He may not come. Not all do. Some, deciding that a refusal to participate was a form of protest, merely sit near the entrance, waiting, assuming that the doors will open eventually, release them.
Read MoreLabyrinth
Out at the end of the world on a long spit of land like a finger poking into oblivion, nestled in a valley among the dunes, sat The Church of Saint Ifritia, constructed from twisted driftwood and the battered hulls of ships. There was one tall, arched window composed of the round bottoms of blue bottles.
Read MoreRelic
Alethea Kontis is a certified enchanted Princess (with a capital “P” for Plucky, Pretty, and Perceptive, among other lovely adjectives), a best-selling author, and a fairytale maven. Her short fiction has appeared in Orson Scott Card’s Intergalactic Medicine Show, Shroud, Shimmer, and Realms of Fantasy, as well as in Apex Magazine and Dark Faith.
Read MoreAn Interview with Alethea Kontis
Welcome to Issue 43 of Apex Magazine.
We have some wonderful fiction for you this month. Both Alethea Kontis’s “Blood from Stone” and Mari Ness’s “Labyrinth” are dark tales of sacrifice.
Read MoreBlood on Vellum: Notes from the Editor-in-Chief
Taboos fascinate many writers and artists because we are rebels at heart. We’re drawn to the forbidden, the denied, the unacceptable.
Read MoreYou’re Not Supposed to Write That: Taboos in Speculative Fiction
He had no idea that I loved him. He barely acknowledged that I existed, a maid twice over, little more than a shadow in empty hallways. Trapped in unhappy marriage and prisoner in his own castle, he did not conceive that anyone loving him was even possible. The baron was a man of war, not of love.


### Required work
The lines needed are those from the start of the records through the line holding "What do you see at coordinates (26, 347)", each copied exactly.
═════ Data shown
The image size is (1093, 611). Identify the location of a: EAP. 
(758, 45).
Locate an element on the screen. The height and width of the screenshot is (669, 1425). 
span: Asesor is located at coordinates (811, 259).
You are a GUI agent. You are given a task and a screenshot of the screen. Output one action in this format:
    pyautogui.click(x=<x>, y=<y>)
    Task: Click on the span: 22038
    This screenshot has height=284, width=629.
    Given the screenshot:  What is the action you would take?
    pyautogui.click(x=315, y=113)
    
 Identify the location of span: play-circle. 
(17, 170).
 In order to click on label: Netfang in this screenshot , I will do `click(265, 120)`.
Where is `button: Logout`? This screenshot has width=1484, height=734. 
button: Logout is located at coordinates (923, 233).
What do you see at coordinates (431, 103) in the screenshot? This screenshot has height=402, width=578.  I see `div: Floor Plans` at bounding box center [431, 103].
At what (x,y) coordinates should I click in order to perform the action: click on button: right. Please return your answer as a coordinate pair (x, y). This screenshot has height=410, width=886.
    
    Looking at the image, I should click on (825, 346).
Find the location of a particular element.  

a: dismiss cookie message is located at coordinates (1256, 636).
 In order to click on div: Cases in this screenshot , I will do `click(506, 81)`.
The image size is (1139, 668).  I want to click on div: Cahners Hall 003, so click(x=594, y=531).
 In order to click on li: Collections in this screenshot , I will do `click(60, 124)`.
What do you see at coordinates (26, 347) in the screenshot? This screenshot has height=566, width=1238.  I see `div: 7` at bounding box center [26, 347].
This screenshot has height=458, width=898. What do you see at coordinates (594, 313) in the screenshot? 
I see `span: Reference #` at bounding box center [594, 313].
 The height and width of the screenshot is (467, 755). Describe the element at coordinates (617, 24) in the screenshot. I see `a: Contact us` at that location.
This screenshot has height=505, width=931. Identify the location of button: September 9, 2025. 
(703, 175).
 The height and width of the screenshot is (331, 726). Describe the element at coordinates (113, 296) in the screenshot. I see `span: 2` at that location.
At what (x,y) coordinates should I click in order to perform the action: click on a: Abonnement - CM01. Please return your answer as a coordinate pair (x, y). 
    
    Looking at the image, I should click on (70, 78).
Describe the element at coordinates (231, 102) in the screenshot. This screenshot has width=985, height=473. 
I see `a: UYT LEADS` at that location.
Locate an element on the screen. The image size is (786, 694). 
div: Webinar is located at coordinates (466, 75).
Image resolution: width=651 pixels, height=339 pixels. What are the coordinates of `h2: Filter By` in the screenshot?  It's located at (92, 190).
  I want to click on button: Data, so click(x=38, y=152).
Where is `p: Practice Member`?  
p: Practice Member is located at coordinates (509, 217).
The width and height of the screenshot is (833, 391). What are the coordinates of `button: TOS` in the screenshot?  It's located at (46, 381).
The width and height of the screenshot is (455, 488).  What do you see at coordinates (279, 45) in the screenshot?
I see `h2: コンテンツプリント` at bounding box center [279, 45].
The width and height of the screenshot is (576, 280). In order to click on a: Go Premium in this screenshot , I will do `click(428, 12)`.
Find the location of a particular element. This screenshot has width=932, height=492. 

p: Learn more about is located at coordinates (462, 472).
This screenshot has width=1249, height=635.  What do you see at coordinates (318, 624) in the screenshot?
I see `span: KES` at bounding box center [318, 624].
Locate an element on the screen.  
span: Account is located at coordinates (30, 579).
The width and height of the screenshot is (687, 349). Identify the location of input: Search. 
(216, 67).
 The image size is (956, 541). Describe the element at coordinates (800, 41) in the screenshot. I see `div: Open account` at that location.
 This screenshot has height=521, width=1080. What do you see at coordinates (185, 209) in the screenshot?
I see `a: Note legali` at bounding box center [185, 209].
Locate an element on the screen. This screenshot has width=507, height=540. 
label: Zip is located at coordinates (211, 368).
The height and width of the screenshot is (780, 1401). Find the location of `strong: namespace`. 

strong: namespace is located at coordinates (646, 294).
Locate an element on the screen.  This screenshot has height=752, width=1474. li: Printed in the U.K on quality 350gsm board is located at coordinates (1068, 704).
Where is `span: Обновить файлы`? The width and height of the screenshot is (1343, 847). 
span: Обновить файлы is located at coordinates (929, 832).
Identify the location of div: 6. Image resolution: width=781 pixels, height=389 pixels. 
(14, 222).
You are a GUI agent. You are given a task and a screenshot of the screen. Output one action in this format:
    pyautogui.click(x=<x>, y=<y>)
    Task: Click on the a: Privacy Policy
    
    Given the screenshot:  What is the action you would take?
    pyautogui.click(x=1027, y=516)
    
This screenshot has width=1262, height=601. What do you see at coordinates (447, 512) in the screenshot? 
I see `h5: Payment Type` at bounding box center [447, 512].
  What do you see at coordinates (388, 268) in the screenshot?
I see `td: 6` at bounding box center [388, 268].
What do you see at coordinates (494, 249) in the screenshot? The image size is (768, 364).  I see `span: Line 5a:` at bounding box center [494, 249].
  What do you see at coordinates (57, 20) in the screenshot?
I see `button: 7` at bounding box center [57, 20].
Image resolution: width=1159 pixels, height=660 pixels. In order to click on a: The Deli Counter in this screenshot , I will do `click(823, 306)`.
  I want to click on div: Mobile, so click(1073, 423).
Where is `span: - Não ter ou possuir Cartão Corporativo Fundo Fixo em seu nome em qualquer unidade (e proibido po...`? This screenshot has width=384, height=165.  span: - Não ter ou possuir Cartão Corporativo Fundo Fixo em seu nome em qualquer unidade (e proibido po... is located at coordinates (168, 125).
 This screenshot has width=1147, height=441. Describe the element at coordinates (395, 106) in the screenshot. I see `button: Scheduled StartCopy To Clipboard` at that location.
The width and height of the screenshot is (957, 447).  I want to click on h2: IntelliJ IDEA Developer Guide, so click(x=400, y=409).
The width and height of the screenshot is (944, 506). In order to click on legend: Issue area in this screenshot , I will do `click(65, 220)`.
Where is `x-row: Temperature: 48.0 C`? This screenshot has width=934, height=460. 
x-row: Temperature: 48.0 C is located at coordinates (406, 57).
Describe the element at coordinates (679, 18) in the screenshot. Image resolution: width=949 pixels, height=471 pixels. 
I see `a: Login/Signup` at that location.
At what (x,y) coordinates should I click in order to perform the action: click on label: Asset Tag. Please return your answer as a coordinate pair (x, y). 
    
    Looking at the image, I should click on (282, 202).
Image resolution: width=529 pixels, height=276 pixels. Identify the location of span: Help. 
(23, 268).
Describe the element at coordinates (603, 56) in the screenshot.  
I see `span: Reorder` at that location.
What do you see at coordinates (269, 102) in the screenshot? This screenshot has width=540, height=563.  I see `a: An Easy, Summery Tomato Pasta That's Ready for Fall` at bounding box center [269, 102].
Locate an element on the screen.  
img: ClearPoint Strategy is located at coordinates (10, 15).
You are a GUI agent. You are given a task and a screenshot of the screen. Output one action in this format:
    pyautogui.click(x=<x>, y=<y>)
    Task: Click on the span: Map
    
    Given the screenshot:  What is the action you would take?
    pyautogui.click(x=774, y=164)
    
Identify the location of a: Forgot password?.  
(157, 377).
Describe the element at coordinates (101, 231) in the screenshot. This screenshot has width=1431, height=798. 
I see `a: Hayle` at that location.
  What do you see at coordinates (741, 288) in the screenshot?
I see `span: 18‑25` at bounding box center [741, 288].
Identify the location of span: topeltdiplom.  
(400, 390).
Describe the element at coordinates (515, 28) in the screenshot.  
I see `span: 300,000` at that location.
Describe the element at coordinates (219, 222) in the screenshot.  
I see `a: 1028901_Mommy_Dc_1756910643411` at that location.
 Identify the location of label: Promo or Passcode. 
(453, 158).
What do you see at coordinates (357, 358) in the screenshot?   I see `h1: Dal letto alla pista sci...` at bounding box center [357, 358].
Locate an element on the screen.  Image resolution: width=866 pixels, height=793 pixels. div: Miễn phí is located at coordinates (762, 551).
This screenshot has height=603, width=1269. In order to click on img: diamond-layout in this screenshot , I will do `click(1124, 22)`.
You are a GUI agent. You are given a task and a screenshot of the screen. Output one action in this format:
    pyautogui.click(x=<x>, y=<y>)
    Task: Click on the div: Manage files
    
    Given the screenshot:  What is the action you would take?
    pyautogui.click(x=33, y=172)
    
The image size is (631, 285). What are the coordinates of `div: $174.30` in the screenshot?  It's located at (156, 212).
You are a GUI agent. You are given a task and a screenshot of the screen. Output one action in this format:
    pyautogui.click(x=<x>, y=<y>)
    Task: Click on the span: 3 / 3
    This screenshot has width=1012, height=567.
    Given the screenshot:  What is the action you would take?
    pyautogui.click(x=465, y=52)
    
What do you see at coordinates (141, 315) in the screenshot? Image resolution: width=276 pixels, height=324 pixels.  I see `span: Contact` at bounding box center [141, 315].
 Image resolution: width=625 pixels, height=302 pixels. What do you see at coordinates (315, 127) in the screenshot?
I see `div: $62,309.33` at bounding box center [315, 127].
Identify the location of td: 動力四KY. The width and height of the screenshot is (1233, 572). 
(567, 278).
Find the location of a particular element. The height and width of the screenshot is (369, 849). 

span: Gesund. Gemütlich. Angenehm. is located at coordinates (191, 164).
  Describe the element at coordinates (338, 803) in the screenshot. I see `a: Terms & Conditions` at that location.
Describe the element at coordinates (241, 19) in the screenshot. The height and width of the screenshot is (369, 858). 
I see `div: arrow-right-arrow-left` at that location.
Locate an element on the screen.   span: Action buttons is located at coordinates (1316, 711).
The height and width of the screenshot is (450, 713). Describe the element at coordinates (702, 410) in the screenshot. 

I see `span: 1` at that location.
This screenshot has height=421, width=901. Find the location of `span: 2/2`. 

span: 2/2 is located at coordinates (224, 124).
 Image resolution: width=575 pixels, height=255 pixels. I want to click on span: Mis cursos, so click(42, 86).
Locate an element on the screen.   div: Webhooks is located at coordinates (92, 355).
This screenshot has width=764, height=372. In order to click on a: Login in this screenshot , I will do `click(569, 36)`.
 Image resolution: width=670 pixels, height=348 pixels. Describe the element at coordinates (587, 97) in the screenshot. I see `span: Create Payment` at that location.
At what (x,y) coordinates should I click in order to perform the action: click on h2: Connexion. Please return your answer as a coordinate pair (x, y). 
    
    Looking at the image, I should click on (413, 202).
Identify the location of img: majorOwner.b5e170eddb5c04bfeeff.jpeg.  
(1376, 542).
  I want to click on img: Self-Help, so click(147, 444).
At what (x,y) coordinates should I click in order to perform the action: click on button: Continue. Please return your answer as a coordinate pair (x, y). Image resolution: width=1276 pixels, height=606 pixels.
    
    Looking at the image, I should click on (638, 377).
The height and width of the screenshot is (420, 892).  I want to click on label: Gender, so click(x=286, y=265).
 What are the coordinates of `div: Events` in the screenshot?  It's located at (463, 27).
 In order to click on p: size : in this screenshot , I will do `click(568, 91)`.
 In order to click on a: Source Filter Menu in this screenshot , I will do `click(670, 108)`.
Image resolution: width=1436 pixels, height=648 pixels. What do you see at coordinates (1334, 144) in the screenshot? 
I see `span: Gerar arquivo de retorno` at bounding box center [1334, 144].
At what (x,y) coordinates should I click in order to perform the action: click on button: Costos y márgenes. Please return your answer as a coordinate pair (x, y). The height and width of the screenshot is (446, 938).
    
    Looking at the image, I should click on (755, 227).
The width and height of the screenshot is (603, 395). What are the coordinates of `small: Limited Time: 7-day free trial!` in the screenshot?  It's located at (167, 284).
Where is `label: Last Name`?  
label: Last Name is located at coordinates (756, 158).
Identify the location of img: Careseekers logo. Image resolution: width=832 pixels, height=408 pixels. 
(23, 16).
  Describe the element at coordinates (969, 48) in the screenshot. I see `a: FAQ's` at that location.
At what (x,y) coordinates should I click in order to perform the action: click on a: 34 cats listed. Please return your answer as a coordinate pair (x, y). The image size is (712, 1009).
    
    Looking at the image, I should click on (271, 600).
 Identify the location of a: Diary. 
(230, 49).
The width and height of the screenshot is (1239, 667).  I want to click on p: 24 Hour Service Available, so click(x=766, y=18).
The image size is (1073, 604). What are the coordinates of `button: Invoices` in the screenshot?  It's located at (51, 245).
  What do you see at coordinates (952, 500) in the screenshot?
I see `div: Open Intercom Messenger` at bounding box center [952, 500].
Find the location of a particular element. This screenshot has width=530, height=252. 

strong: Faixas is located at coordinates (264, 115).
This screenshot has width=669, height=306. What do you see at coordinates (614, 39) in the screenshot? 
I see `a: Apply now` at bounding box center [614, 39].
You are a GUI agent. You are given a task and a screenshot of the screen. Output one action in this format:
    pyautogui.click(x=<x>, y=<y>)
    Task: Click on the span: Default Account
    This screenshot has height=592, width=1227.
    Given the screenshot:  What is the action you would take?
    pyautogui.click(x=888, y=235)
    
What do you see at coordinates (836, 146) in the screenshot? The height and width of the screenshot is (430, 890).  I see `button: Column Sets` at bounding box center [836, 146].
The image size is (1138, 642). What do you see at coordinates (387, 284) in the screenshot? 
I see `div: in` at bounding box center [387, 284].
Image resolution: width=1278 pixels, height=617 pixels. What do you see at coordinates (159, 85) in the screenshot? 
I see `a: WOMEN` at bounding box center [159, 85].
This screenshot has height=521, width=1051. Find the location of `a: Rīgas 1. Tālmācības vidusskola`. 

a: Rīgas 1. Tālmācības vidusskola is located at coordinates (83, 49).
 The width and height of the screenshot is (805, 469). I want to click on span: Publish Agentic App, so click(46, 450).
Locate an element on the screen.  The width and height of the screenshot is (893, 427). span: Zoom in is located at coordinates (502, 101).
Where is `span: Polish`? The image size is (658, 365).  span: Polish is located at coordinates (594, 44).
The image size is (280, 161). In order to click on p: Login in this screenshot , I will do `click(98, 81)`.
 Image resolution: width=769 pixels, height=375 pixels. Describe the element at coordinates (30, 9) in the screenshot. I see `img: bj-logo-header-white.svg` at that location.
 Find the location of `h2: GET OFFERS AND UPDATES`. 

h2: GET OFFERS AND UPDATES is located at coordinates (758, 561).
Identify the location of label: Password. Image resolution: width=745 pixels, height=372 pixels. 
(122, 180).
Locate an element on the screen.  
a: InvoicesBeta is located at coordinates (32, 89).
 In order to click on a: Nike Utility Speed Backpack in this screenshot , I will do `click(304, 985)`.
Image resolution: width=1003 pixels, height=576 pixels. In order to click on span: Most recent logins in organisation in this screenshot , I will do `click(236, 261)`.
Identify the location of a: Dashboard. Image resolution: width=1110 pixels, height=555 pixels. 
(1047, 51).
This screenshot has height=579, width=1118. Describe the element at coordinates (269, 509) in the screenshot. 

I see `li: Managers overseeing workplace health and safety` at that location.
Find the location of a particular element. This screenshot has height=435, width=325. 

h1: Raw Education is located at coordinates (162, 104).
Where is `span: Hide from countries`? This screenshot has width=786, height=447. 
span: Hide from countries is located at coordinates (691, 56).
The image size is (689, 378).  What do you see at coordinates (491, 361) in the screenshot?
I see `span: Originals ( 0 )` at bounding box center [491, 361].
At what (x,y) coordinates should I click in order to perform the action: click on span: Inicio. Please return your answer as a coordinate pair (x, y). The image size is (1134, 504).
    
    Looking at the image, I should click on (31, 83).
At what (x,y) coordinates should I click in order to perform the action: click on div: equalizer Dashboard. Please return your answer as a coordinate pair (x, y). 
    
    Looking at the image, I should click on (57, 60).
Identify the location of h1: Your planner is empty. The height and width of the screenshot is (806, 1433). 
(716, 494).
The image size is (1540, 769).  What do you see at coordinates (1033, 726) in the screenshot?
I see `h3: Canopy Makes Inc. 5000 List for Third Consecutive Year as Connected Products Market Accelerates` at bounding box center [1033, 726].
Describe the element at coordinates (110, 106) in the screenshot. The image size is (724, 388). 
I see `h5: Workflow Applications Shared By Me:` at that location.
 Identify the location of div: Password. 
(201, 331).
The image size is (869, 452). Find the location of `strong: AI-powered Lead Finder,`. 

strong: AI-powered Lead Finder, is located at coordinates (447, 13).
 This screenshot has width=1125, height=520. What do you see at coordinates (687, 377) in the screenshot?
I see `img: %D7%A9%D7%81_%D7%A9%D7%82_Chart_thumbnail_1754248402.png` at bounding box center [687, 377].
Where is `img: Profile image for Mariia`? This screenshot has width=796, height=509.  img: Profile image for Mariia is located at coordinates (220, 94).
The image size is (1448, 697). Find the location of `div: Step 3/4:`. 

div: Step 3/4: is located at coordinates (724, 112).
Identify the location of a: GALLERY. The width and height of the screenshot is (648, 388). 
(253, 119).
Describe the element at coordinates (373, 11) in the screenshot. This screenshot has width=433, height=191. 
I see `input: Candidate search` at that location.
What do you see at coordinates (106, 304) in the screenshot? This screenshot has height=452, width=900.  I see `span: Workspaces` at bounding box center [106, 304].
══════════
### Completed exercise
The image size is (1093, 611). Identify the location of a: EAP. 
(758, 45).
Locate an element on the screen. The height and width of the screenshot is (669, 1425). 
span: Asesor is located at coordinates (811, 259).
You are a GUI agent. You are given a task and a screenshot of the screen. Output one action in this format:
    pyautogui.click(x=<x>, y=<y>)
    Task: Click on the span: 22038
    This screenshot has height=284, width=629.
    Given the screenshot:  What is the action you would take?
    pyautogui.click(x=315, y=113)
    
 Identify the location of span: play-circle. 
(17, 170).
 In order to click on label: Netfang in this screenshot , I will do `click(265, 120)`.
Where is `button: Logout`? This screenshot has width=1484, height=734. 
button: Logout is located at coordinates (923, 233).
What do you see at coordinates (431, 103) in the screenshot? This screenshot has height=402, width=578.  I see `div: Floor Plans` at bounding box center [431, 103].
At what (x,y) coordinates should I click in order to perform the action: click on button: right. Please return your answer as a coordinate pair (x, y). This screenshot has height=410, width=886.
    
    Looking at the image, I should click on (825, 346).
Find the location of a particular element.  

a: dismiss cookie message is located at coordinates (1256, 636).
 In order to click on div: Cases in this screenshot , I will do `click(506, 81)`.
The image size is (1139, 668).  I want to click on div: Cahners Hall 003, so click(x=594, y=531).
 In order to click on li: Collections in this screenshot , I will do `click(60, 124)`.
What do you see at coordinates (26, 347) in the screenshot? This screenshot has height=566, width=1238.  I see `div: 7` at bounding box center [26, 347].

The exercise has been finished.